Microsoft's First AI Models Land in GitHub Copilot

GitHub Copilot users can now choose Microsoft-built AI models instead of routing every request through OpenAI or Anthropic. At Build 2026 on June 2, Microsoft launched MAI-Code-1-Flash (a coding model) and MAI-Thinking-1 (a reasoning model) — the company’s first models built entirely in-house. The timing matters: GitHub Copilot switched to token-based billing on June 1. Which model your team uses now has a direct line to what you pay.

Key takeaways:

  • MAI-Code-1-Flash is live in the GitHub Copilot model picker (VS Code); MAI-Thinking-1 is in private preview on Azure Foundry.
  • Microsoft’s own benchmarks: 60% fewer tokens vs. Claude Haiku 4.5 on coding tasks — independent confirmation not yet available.
  • Indicative pricing: $0.75/M input and $4.50/M output tokens for MAI-Code-1-Flash — marked “being finalized” by GitHub.
  • Microsoft’s AI chief claimed 10× cost efficiency vs. GPT-5.5 for McKinsey workloads — vendor-reported, not independently benchmarked.

What Did Microsoft Launch at Build 2026?

MAI-Code-1-Flash is Microsoft’s first in-house coding model. Trained on GitHub Copilot’s production harnesses rather than benchmark leaderboards, it scored 51.2% vs. 35.2% for Claude Haiku 4.5 on SWE-Bench Pro — a 16-point lead — while completing tasks using up to 60% fewer tokens. It is rolling out to Copilot individual users in VS Code’s model picker starting today.

MAI-Thinking-1 is Microsoft’s first in-house reasoning model, targeting enterprise architecture, compliance, and complex decision workflows. Per CNBC’s Build 2026 coverage, AI CEO Mustafa Suleiman said it outperformed GPT-5.5 at 10× better cost efficiency for McKinsey’s workloads — a vendor-reported, workload-specific claim with no independent benchmarks yet. MAI-Thinking-1 is in private preview through Microsoft Foundry.
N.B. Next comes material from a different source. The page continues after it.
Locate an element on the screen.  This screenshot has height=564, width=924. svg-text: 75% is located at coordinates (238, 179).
Why Does Model Choice in Copilot Matter Right Now?

Model selection in Copilot was mostly a quality preference until June 1, when GitHub switched to consumption-based billing. Agentic coding tasks — code review, multi-file refactoring, test generation — consume thousands of tokens per session. Defaulting to GPT-5.5 for everything means premium pricing on every token. MAI-Code-1-Flash, if its efficiency claims hold in your workflows, offers a substantially lower rate for the same task category.

This is also Microsoft’s structural move toward pricing independence from OpenAI — a shift that accelerated after the Microsoft-OpenAI relationship changed materially in April 2026. Running MAI models on Azure avoids OpenAI royalties, a cost advantage Microsoft can pass to enterprise customers.
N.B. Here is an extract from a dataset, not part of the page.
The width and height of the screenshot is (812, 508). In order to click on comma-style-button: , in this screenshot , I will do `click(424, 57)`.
Near-term move: Evaluate MAI-Code-1-Flash on routine tasks — inline completion, refactoring, documentation — where a cheaper, efficient model reduces consumption cost with minimal risk. Reserve frontier models for complex or high-stakes work. Ask your GitHub or Azure account team which MAI models are available under your enterprise agreement, how costs are metered, and when MAI-Thinking-1 exits preview.


FAQ

Does switching to MAI-Code-1-Flash break my existing Copilot workflows? No. MAI-Code-1-Flash appears as an additional choice in Copilot’s model picker. Your current model defaults remain; you opt in via the picker or auto-picker. Switching is reversible.
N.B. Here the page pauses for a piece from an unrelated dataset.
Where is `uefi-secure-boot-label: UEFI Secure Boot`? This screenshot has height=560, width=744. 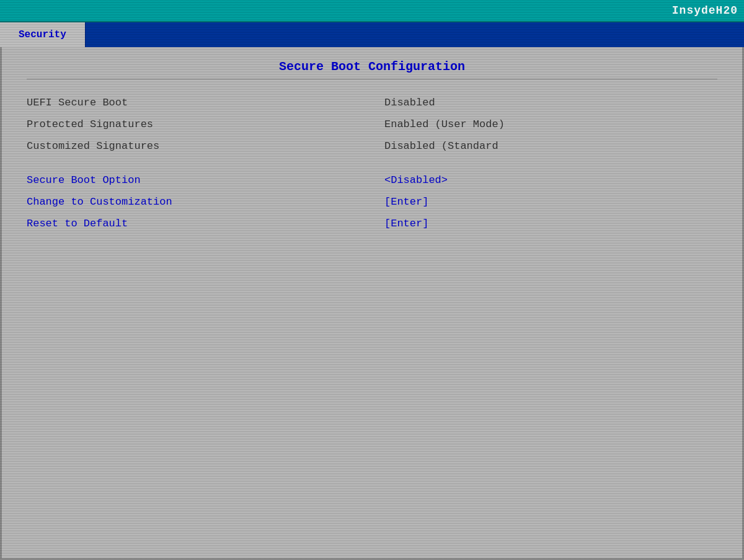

How does MAI-Code-1-Flash pricing compare to GPT-5.5? Published pricing is $0.75 per million input tokens and $4.50 per million output tokens — though GitHub notes this is still being finalized. GPT-5.5 pricing through GitHub Copilot is higher. Independent price comparisons have not yet been published; verify current rates directly with your GitHub enterprise agreement before making budget commitments.

Should enterprises use MAI-Thinking-1 for compliance or legal workflows? Too early. MAI-Thinking-1 is in private preview with no independent benchmarks and no disclosed pricing. Microsoft’s onstage efficiency claim (10× better cost vs. GPT-5.5 for McKinsey workloads) is vendor-reported and workload-specific. Express interest in the preview, test it on non-sensitive tasks first, and wait for peer-reviewed or customer-published comparisons before relying on it for regulated workflows.